The time span for near future science fiction is:
Is there such a thing? If you write about next year and next year rolls around, well then you just wrote an alt universe story.
I like far future -- I want the stars, without having my character die of old age getting there.

Proper subject matter for near future science fiction is:
A rip in the fabric of space allowing travel to a universe other than our own. I dodge that bullet!
The ones you listed seem kind of boring to me. But I have read good stories on those subjects.

Mundane SF
Well, it is ok. Since space technology is moving pretty slow I image you could go out 50 plus years and be writing about mining on asteroids.
I never really understood that, seems to me if we can mine metal in deep space we ought to be able to dig into the mantle and mine that. Well, I would prefer we mess up some rocks in space than the rock we live on. LOL, which is a rock in space.
You could parallel some current crises and apply it to the future. Instead of running out of natural resources on earth we could be running out of said resource in the solar system.
Although I seems like we have been getting an awful lot of stories about our shortsightedness – if you are going to preach to me: at least make it interesting.

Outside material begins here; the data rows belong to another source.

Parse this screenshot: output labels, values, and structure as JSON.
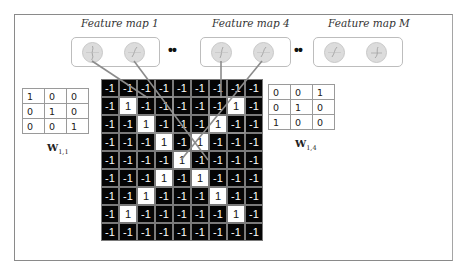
{
  "feature_maps": [
    {
      "title": "Feature map 1",
      "neurons": 2
    },
    {
      "title": "Feature map 4",
      "neurons": 2
    },
    {
      "title": "Feature map M",
      "neurons": 2
    }
  ],
  "ellipsis": "••",
  "input_grid": {
    "rows": [
      [
        "-1",
        "-1",
        "-1",
        "-1",
        "-1",
        "-1",
        "-1",
        "-1",
        "-1"
      ],
      [
        "-1",
        "1",
        "-1",
        "-1",
        "-1",
        "-1",
        "-1",
        "1",
        "-1"
      ],
      [
        "-1",
        "-1",
        "1",
        "-1",
        "-1",
        "-1",
        "1",
        "-1",
        "-1"
      ],
      [
        "-1",
        "-1",
        "-1",
        "1",
        "-1",
        "1",
        "-1",
        "-1",
        "-1"
      ],
      [
        "-1",
        "-1",
        "-1",
        "-1",
        "1",
        "-1",
        "-1",
        "-1",
        "-1"
      ],
      [
        "-1",
        "-1",
        "-1",
        "1",
        "-1",
        "1",
        "-1",
        "-1",
        "-1"
      ],
      [
        "-1",
        "-1",
        "1",
        "-1",
        "-1",
        "-1",
        "1",
        "-1",
        "-1"
      ],
      [
        "-1",
        "1",
        "-1",
        "-1",
        "-1",
        "-1",
        "-1",
        "1",
        "-1"
      ],
      [
        "-1",
        "-1",
        "-1",
        "-1",
        "-1",
        "-1",
        "-1",
        "-1",
        "-1"
      ]
    ]
  },
  "kernels": [
    {
      "label": "W",
      "subscript": "1,1",
      "values": [
        [
          "1",
          "0",
          "0"
        ],
        [
          "0",
          "1",
          "0"
        ],
        [
          "0",
          "0",
          "1"
        ]
      ]
    },
    {
      "label": "W",
      "subscript": "1,4",
      "values": [
        [
          "0",
          "0",
          "1"
        ],
        [
          "0",
          "1",
          "0"
        ],
        [
          "1",
          "0",
          "0"
        ]
      ]
    }
  ],
  "colors": {
    "cell_negative": "#050505",
    "cell_positive": "#ffffff",
    "connection_line": "#8c8c8c",
    "neuron_fill": "#dcdcdc"
  }
}
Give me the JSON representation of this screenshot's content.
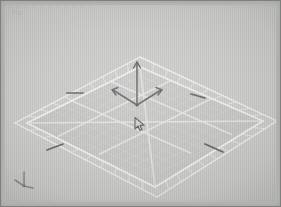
{
  "window": {
    "title": "3D Viewport",
    "viewport_label": "Top"
  },
  "viewport": {
    "background_color": "#c9cac7",
    "frame_color": "#b9bab8",
    "grid_line_color": "#d8d9d6",
    "grid_major_color": "#e6e7e4",
    "grid_border_color": "#eceded",
    "plane_fill_color": "#c3c4c1"
  },
  "grid": {
    "name": "construction-plane-grid",
    "inner_divisions": 4,
    "border_cells_per_side": 10,
    "orientation": "perspective-diamond"
  },
  "gizmo": {
    "name": "transform-move-gizmo",
    "type": "move",
    "color": "#56585a",
    "axes": [
      {
        "name": "z-axis-arrow",
        "direction": "up"
      },
      {
        "name": "x-axis-arrow",
        "direction": "left"
      },
      {
        "name": "y-axis-arrow",
        "direction": "right"
      }
    ]
  },
  "axis_tripod": {
    "name": "world-axis-indicator",
    "color": "#7e807e",
    "labels": []
  },
  "cursor": {
    "name": "mouse-cursor",
    "type": "arrow",
    "color": "#4e5052",
    "x": 128,
    "y": 111
  },
  "markers": [
    {
      "name": "grid-tick-top-left",
      "x": 73,
      "y": 72
    },
    {
      "name": "grid-tick-top-right",
      "x": 193,
      "y": 73
    },
    {
      "name": "grid-tick-bottom-left",
      "x": 55,
      "y": 137
    },
    {
      "name": "grid-tick-bottom-right",
      "x": 213,
      "y": 133
    }
  ]
}
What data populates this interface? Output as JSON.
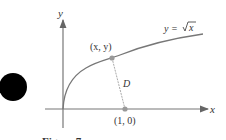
{
  "figure": {
    "caption": "Figure 7",
    "curve_label_prefix": "y = ",
    "curve_label_radicand": "x",
    "point_label": "(x, y)",
    "fixed_point_label": "(1, 0)",
    "distance_label": "D",
    "x_axis_label": "x",
    "y_axis_label": "y",
    "colors": {
      "curve": "#777777",
      "axes": "#777777",
      "points": "#9a9a9a",
      "segment": "#aaaaaa",
      "dot": "#000000"
    }
  }
}
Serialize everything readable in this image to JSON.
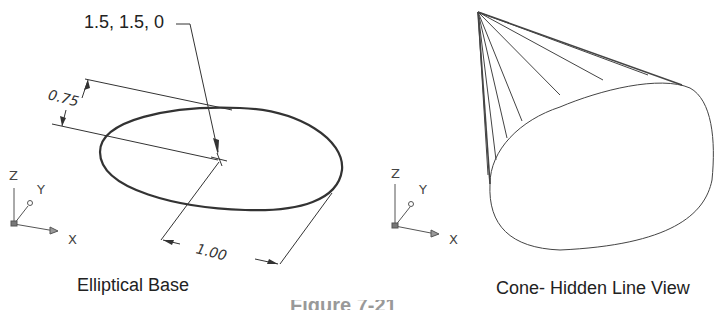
{
  "left_panel": {
    "title": "Elliptical Base",
    "leader_label": "1.5, 1.5, 0",
    "dim_minor": "0.75",
    "dim_major": "1.00",
    "ucs": {
      "z": "Z",
      "y": "Y",
      "x": "X"
    }
  },
  "right_panel": {
    "title": "Cone- Hidden Line View",
    "ucs": {
      "z": "Z",
      "y": "Y",
      "x": "X"
    }
  },
  "figure_caption_partial": "Figure 7-21"
}
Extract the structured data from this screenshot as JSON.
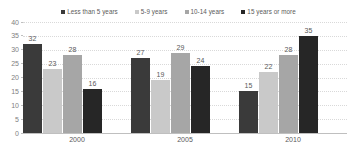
{
  "chart_data": {
    "type": "bar",
    "title": "",
    "subtitle": "",
    "xlabel": "",
    "ylabel": "",
    "categories": [
      "2000",
      "2005",
      "2010"
    ],
    "series": [
      {
        "name": "Less than 5 years",
        "color": "#3a3a3a",
        "values": [
          32,
          27,
          15
        ]
      },
      {
        "name": "5-9 years",
        "color": "#c9c9c9",
        "values": [
          23,
          19,
          22
        ]
      },
      {
        "name": "10-14 years",
        "color": "#a6a6a6",
        "values": [
          28,
          29,
          28
        ]
      },
      {
        "name": "15 years or more",
        "color": "#262626",
        "values": [
          16,
          24,
          35
        ]
      }
    ],
    "ylim": [
      0,
      40
    ],
    "ytick_step": 5,
    "yticks": [
      40,
      35,
      30,
      25,
      20,
      15,
      10,
      5,
      0
    ],
    "grid": true,
    "grid_axis": "y",
    "legend": true,
    "legend_position": "top",
    "data_labels": true,
    "bar_labels": [
      [
        "32",
        "23",
        "28",
        "16"
      ],
      [
        "27",
        "19",
        "29",
        "24"
      ],
      [
        "15",
        "22",
        "28",
        "35"
      ]
    ]
  },
  "style": {
    "background": "#ffffff",
    "grid_color": "#d9d9d9",
    "axis_color": "#bfbfbf",
    "label_color": "#595959",
    "tick_color": "#808080"
  }
}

What am I say, I know it will be interesting.

Write on!

Re: My thoughts

2008-06-25 04:39 (UTC)
by [identity profile] anisosynchronic.livejournal.com
I never really understood that, seems to me if we can mine metal in deep space we ought to be able to dig into the mantle and mine that.

Space is a much more benign environment, though, really, there's no rain, sleet, hail, snow, sudden vicious thermal gradients, the solar wind has a lot less mass and force and pressure than Earth's atmosphere at sea level involves moving around, there's no corrosive salt air, no free oxygen looking for atoms an molecules to glom onto and oxidize, etc.

2008-06-26 04:43 (UTC)
by [identity profile] kay-gmd.livejournal.com
I generally think of near future as having tech that is recognizably familiar, and lacking any tech that is not being currently investigated unless the development of such is part of the plot or clearly part of the back story.
i.e., attempting to colonize mars or the moon might be reasonable, but not most likely something out of the solar system unless it was a set up a ship to last as long as possible and hope we hit something kind of thing.